Travels with Paul: Blenheim Palace

Another article generated from my fascination with Google Earth. It’s nice to have a blog to complement the pins I stick in the globe – you can put a lot more pictures here too.

If you’ve downloaded Google Earth (it’s free and fun so get on with it), you can pick up my post here.

I visited this little dump circa 1981 on my British tour. It’s no Buckingham Palace but I suppose if you’re absolutely homeless it would do in a pinch.

Blenheim Palace, home of a whole string of Dukes of Marlborough and the place where Winston Churchill was born, is a little northwest of Oxford, an hour’s drive from both London and Birmingham, and 45 minutes from Stratford-upon-Avon.
Blenheim Palace is open to the unwashed masses now, to pay for the upkeep, see, and since that doesn’t seem to bring in enough, you can rent some properties from the estate’s overseers, and they’ll sell you some mineral water too.
Blenheim Palace takes its name from the decisive August 13, 1704, battle on the River Danube, near a small village called Blindheim (Blenheim), where John Churchill, the first Duke of Marlborough, routed France’s Marshall Tallardwon and the forces of Louis XIV, thus defending Holland and Austria from invasion and “saving Europe from French domination”, as the palace’s website puts it. As a reward for his win, Queen Anne handed Marlborough the Royal Manor of Woodstock and promised nearly £250,000 to build the house that would become Blenheim Palace.
Sir J Vanbrugh got busy on the pile of bricks in 1705 and didn’t get finished until 1722. In the meantime, though, with the Duke off whacking away at more foreign enemies, jealous types hatched a plot to darken the Queen’s opinion of him. As a result of the gossip, much of the pledged money never arrived, so the Duke had to cough up £45,000 to pay off Vanbrugh and his sub-contractors.
In the astonishing Red Drawing Room hangs a 1778 painting by Reynolds of the 4th Duke of Marlborough and his family and another by Sargent with a couple of dukes, father and son, and a mum named Consuelo, who was one of the Vanderbilts. There’s also a Van Dyck portrait of some countess.
The regal 55-metre-long Long Library was designed as a picture gallery, and sure enough it’s got full-length pictures of Queen Anne, King William III and the 1st Duke of Marlborough, not to mention a magnificent Willis organ.
More interesting than the fantastic artworks is the little-ish bedroom in which Sir Winston Churchill was born on November 30, 1874, several weeks early and keen to get on with things. Blenheim was never his home, the estate and title secured from under him by his cousin “Sunny”, the 9th Duke.
Winnie proposed to Clementine Hozier out in the garden in 1908, and apparently she said okay. They’re in bronze around here somewhere, and he’s in a lot of photos and stamps on view, and they’ve still got some of his hair.
When he’d had enough of life in 1965, he was buried beside his parents, Lord and Lady Randolph Churchill, in the churchyard at Bladon, the tower of which you can see from Blenheim’s saloon. Cheers.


YOUR INSTRUCTIONS: What is needed is a word-for-word copy of the records below.

GIVEN DATA:
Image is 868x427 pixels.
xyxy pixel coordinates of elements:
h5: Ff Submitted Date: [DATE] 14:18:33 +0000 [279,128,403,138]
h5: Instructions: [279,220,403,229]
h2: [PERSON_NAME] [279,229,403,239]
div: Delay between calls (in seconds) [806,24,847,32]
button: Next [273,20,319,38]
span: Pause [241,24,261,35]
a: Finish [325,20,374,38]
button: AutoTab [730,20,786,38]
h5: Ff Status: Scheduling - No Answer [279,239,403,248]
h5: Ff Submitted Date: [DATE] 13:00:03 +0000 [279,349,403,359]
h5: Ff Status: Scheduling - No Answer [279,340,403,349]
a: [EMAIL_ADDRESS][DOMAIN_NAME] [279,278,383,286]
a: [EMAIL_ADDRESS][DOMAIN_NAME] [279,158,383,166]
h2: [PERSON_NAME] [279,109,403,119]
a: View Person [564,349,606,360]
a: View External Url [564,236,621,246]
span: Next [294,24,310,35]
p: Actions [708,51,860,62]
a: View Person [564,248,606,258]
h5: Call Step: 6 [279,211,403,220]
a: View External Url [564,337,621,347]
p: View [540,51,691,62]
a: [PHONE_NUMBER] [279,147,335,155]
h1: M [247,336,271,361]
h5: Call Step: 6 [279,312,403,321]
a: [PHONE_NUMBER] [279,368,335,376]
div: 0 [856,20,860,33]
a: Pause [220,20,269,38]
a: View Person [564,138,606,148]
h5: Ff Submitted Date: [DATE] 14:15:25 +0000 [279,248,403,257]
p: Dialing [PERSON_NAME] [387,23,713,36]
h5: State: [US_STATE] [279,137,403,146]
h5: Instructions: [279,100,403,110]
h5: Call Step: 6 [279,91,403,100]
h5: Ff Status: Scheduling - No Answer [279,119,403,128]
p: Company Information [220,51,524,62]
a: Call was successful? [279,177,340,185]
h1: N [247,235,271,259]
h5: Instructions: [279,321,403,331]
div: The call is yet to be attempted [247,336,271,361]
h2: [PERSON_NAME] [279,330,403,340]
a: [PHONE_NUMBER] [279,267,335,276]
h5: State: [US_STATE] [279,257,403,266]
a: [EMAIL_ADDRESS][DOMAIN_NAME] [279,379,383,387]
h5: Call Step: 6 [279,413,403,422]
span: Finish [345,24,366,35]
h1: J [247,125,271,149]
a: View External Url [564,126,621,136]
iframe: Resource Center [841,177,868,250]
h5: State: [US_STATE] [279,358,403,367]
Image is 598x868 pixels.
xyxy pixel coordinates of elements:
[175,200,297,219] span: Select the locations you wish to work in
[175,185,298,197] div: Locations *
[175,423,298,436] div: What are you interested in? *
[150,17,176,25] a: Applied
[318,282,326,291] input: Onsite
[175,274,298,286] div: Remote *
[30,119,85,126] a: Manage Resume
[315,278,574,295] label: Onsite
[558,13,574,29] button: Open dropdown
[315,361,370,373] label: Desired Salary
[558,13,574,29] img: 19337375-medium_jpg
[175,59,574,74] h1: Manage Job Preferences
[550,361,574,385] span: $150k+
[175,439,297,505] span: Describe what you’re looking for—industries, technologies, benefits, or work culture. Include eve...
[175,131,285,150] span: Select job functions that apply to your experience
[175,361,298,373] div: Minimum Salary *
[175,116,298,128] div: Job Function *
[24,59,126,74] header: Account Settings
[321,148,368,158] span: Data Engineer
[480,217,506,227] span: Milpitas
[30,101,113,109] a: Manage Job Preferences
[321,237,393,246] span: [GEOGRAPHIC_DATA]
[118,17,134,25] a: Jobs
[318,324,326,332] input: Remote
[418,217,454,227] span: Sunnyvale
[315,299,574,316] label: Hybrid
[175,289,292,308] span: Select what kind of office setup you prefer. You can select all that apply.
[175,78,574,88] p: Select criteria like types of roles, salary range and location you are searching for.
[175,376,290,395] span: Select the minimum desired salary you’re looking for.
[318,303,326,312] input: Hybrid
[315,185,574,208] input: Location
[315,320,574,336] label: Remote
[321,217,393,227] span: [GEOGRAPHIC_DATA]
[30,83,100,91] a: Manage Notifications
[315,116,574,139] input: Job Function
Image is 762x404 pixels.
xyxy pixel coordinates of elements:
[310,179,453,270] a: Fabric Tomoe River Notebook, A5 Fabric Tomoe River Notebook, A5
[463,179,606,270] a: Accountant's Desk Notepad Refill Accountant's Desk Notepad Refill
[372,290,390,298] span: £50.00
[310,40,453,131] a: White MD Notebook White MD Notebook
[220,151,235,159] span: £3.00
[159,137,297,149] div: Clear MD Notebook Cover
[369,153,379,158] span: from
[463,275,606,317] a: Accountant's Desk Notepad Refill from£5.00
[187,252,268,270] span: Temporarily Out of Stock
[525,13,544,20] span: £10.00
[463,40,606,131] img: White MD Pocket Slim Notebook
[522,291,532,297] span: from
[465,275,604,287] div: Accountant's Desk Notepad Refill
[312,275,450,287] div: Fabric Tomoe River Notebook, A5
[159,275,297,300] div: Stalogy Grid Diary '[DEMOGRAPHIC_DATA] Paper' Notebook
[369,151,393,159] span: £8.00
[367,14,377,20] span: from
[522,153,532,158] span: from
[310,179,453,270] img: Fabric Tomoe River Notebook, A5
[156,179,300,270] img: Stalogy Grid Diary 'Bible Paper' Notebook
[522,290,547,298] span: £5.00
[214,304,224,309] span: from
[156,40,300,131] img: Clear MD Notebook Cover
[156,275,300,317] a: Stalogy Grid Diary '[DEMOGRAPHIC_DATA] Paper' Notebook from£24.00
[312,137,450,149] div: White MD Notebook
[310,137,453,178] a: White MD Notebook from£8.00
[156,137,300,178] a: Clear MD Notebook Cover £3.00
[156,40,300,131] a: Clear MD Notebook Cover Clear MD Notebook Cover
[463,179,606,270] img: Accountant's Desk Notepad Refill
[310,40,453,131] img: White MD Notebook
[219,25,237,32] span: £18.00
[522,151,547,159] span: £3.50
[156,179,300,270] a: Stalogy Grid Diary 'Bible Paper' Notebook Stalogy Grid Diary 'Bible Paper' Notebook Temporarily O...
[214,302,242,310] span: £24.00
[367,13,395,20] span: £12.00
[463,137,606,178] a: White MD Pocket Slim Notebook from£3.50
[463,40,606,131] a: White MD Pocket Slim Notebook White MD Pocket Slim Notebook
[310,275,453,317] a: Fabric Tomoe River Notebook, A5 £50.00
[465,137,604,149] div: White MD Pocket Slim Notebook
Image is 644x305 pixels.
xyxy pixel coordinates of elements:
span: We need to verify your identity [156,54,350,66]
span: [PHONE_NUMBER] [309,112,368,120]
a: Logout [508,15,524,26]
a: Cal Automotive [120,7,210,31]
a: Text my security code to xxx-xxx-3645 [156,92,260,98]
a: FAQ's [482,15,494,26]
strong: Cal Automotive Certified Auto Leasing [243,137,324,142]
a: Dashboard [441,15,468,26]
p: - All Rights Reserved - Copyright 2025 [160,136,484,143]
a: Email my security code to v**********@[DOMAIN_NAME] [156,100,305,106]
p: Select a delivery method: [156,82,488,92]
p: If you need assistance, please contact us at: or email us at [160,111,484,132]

OUTPUT:
Image is 868x427 pixels.
xyxy pixel coordinates of elements:
h5: Ff Submitted Date: [DATE] 14:18:33 +0000 [279,128,403,138]
h5: Instructions: [279,220,403,229]
h2: [PERSON_NAME] [279,229,403,239]
div: Delay between calls (in seconds) [806,24,847,32]
button: Next [273,20,319,38]
span: Pause [241,24,261,35]
a: Finish [325,20,374,38]
button: AutoTab [730,20,786,38]
h5: Ff Status: Scheduling - No Answer [279,239,403,248]
h5: Ff Submitted Date: [DATE] 13:00:03 +0000 [279,349,403,359]
h5: Ff Status: Scheduling - No Answer [279,340,403,349]
a: [EMAIL_ADDRESS][DOMAIN_NAME] [279,278,383,286]
a: [EMAIL_ADDRESS][DOMAIN_NAME] [279,158,383,166]
h2: [PERSON_NAME] [279,109,403,119]
a: View Person [564,349,606,360]
a: View External Url [564,236,621,246]
span: Next [294,24,310,35]
p: Actions [708,51,860,62]
a: View Person [564,248,606,258]
h5: Call Step: 6 [279,211,403,220]
a: View External Url [564,337,621,347]
p: View [540,51,691,62]
a: [PHONE_NUMBER] [279,147,335,155]
h1: M [247,336,271,361]
h5: Call Step: 6 [279,312,403,321]
a: [PHONE_NUMBER] [279,368,335,376]
div: 0 [856,20,860,33]
a: Pause [220,20,269,38]
a: View Person [564,138,606,148]
h5: Ff Submitted Date: [DATE] 14:15:25 +0000 [279,248,403,257]
p: Dialing [PERSON_NAME] [387,23,713,36]
h5: State: [US_STATE] [279,137,403,146]
h5: Instructions: [279,100,403,110]
h5: Call Step: 6 [279,91,403,100]
h5: Ff Status: Scheduling - No Answer [279,119,403,128]
p: Company Information [220,51,524,62]
a: Call was successful? [279,177,340,185]
h1: N [247,235,271,259]
h5: Instructions: [279,321,403,331]
div: The call is yet to be attempted [247,336,271,361]
h2: [PERSON_NAME] [279,330,403,340]
a: [PHONE_NUMBER] [279,267,335,276]
h5: State: [US_STATE] [279,257,403,266]
a: [EMAIL_ADDRESS][DOMAIN_NAME] [279,379,383,387]
h5: Call Step: 6 [279,413,403,422]
span: Finish [345,24,366,35]
h1: J [247,125,271,149]
a: View External Url [564,126,621,136]
iframe: Resource Center [841,177,868,250]
h5: State: [US_STATE] [279,358,403,367]
Image is 598x868 pixels.
xyxy pixel coordinates of elements:
[175,200,297,219] span: Select the locations you wish to work in
[175,185,298,197] div: Locations *
[175,423,298,436] div: What are you interested in? *
[150,17,176,25] a: Applied
[318,282,326,291] input: Onsite
[175,274,298,286] div: Remote *
[30,119,85,126] a: Manage Resume
[315,278,574,295] label: Onsite
[558,13,574,29] button: Open dropdown
[315,361,370,373] label: Desired Salary
[558,13,574,29] img: 19337375-medium_jpg
[175,59,574,74] h1: Manage Job Preferences
[550,361,574,385] span: $150k+
[175,439,297,505] span: Describe what you’re looking for—industries, technologies, benefits, or work culture. Include eve...
[175,131,285,150] span: Select job functions that apply to your experience
[175,361,298,373] div: Minimum Salary *
[175,116,298,128] div: Job Function *
[24,59,126,74] header: Account Settings
[321,148,368,158] span: Data Engineer
[480,217,506,227] span: Milpitas
[30,101,113,109] a: Manage Job Preferences
[321,237,393,246] span: [GEOGRAPHIC_DATA]
[118,17,134,25] a: Jobs
[318,324,326,332] input: Remote
[418,217,454,227] span: Sunnyvale
[315,299,574,316] label: Hybrid
[175,289,292,308] span: Select what kind of office setup you prefer. You can select all that apply.
[175,78,574,88] p: Select criteria like types of roles, salary range and location you are searching for.
[175,376,290,395] span: Select the minimum desired salary you’re looking for.
[318,303,326,312] input: Hybrid
[315,185,574,208] input: Location
[315,320,574,336] label: Remote
[321,217,393,227] span: [GEOGRAPHIC_DATA]
[30,83,100,91] a: Manage Notifications
[315,116,574,139] input: Job Function
Image is 762x404 pixels.
xyxy pixel coordinates of elements:
[310,179,453,270] a: Fabric Tomoe River Notebook, A5 Fabric Tomoe River Notebook, A5
[463,179,606,270] a: Accountant's Desk Notepad Refill Accountant's Desk Notepad Refill
[372,290,390,298] span: £50.00
[310,40,453,131] a: White MD Notebook White MD Notebook
[220,151,235,159] span: £3.00
[159,137,297,149] div: Clear MD Notebook Cover
[369,153,379,158] span: from
[463,275,606,317] a: Accountant's Desk Notepad Refill from£5.00
[187,252,268,270] span: Temporarily Out of Stock
[525,13,544,20] span: £10.00
[463,40,606,131] img: White MD Pocket Slim Notebook
[522,291,532,297] span: from
[465,275,604,287] div: Accountant's Desk Notepad Refill
[312,275,450,287] div: Fabric Tomoe River Notebook, A5
[159,275,297,300] div: Stalogy Grid Diary '[DEMOGRAPHIC_DATA] Paper' Notebook
[369,151,393,159] span: £8.00
[367,14,377,20] span: from
[522,153,532,158] span: from
[310,179,453,270] img: Fabric Tomoe River Notebook, A5
[156,179,300,270] img: Stalogy Grid Diary 'Bible Paper' Notebook
[522,290,547,298] span: £5.00
[214,304,224,309] span: from
[156,40,300,131] img: Clear MD Notebook Cover
[156,275,300,317] a: Stalogy Grid Diary '[DEMOGRAPHIC_DATA] Paper' Notebook from£24.00
[312,137,450,149] div: White MD Notebook
[310,137,453,178] a: White MD Notebook from£8.00
[156,137,300,178] a: Clear MD Notebook Cover £3.00
[156,40,300,131] a: Clear MD Notebook Cover Clear MD Notebook Cover
[463,179,606,270] img: Accountant's Desk Notepad Refill
[310,40,453,131] img: White MD Notebook
[219,25,237,32] span: £18.00
[522,151,547,159] span: £3.50
[156,179,300,270] a: Stalogy Grid Diary 'Bible Paper' Notebook Stalogy Grid Diary 'Bible Paper' Notebook Temporarily O...
[214,302,242,310] span: £24.00
[367,13,395,20] span: £12.00
[463,137,606,178] a: White MD Pocket Slim Notebook from£3.50
[463,40,606,131] a: White MD Pocket Slim Notebook White MD Pocket Slim Notebook
[310,275,453,317] a: Fabric Tomoe River Notebook, A5 £50.00
[465,137,604,149] div: White MD Pocket Slim Notebook
Image is 644x305 pixels.
xyxy pixel coordinates of elements:
span: We need to verify your identity [156,54,350,66]
span: [PHONE_NUMBER] [309,112,368,120]
a: Logout [508,15,524,26]
a: Cal Automotive [120,7,210,31]
a: Text my security code to xxx-xxx-3645 [156,92,260,98]
a: FAQ's [482,15,494,26]
strong: Cal Automotive Certified Auto Leasing [243,137,324,142]
a: Dashboard [441,15,468,26]
p: - All Rights Reserved - Copyright 2025 [160,136,484,143]
a: Email my security code to v**********@[DOMAIN_NAME] [156,100,305,106]
p: Select a delivery method: [156,82,488,92]
p: If you need assistance, please contact us at: or email us at [160,111,484,132]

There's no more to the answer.